The “Narco-Architect” had equipped the tunnel with features worthy of “an engineering feat.” He had installed a system of pulleys, cranes, rails, and two carts that allowed the pallets of hashish to be moved without those operating at either end of the passageway ever having to see each other, which increased security in the event of a police raid. Furthermore, to keep the structure operational in an area with underground water deposits, he had installed “two powerful bilge pumps” that ran continuously, and he had also soundproofed the warehouse so that the noise would not attract the attention of outsiders passing by the warehouse.

Investigators note that this drug tunnel has a more complex structure than the one located in February of this year by the Spanish Civil Guard, and which was operated by the same drug trafficker. That other tunnel had its entrance in a defunct marble workshop in the same El Tarajal industrial park. Although it also had its own lighting system, its structure was more flimsy. The walls, dug to a shallower depth, were covered with wooden planks—the new one has sections of masonry—and the carriers had to crawl on all fours, as the tunnel was somewhat narrower and lower. There were neither rails nor carts.
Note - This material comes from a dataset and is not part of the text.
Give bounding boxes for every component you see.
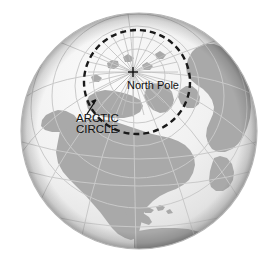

Investigators believe that both drug tunnels were operational at the same time, and that the organization—described by Commissioner Martínez Duarte as “very, very powerful”—continued to operate the one that has now been discovered even after the Civil Guard uncovered the first one. However, the investigation suggests that fear of the second tunnel also being discovered led them to stop using it in September and to seal its entrance into Spain with cement. The agents underscore that it was precisely this lack of use that led to the water extraction pumps being shut down, triggering the flooding. “It will take us quite a few days to pump out all the accumulated water,” admits an official in charge of the operation.

Investigations have revealed that the “Tunnel Boss” boasted in his conversations that he had bribed law enforcement officers to allow the vehicles to pass through land port checkpoints. However, the seizure last June in southern Spain of a heavy-duty truck from Nador (Morocco) loaded with 15 tons of hashish hidden among pallets of watermelons and sweet potatoes—which were themselves stuffed with drugs—led the organization to seek other smuggling routes. To this end, it contacted an organization in La Línea de la Concepción, in Spain’s southern province of Cádiz, to begin using high-speed vessels to unload along the Andalusian coast and via the Guadalquivir River, as well as fishing boats to transport the shipments to Galicia, where it had reached an agreement with another criminal network.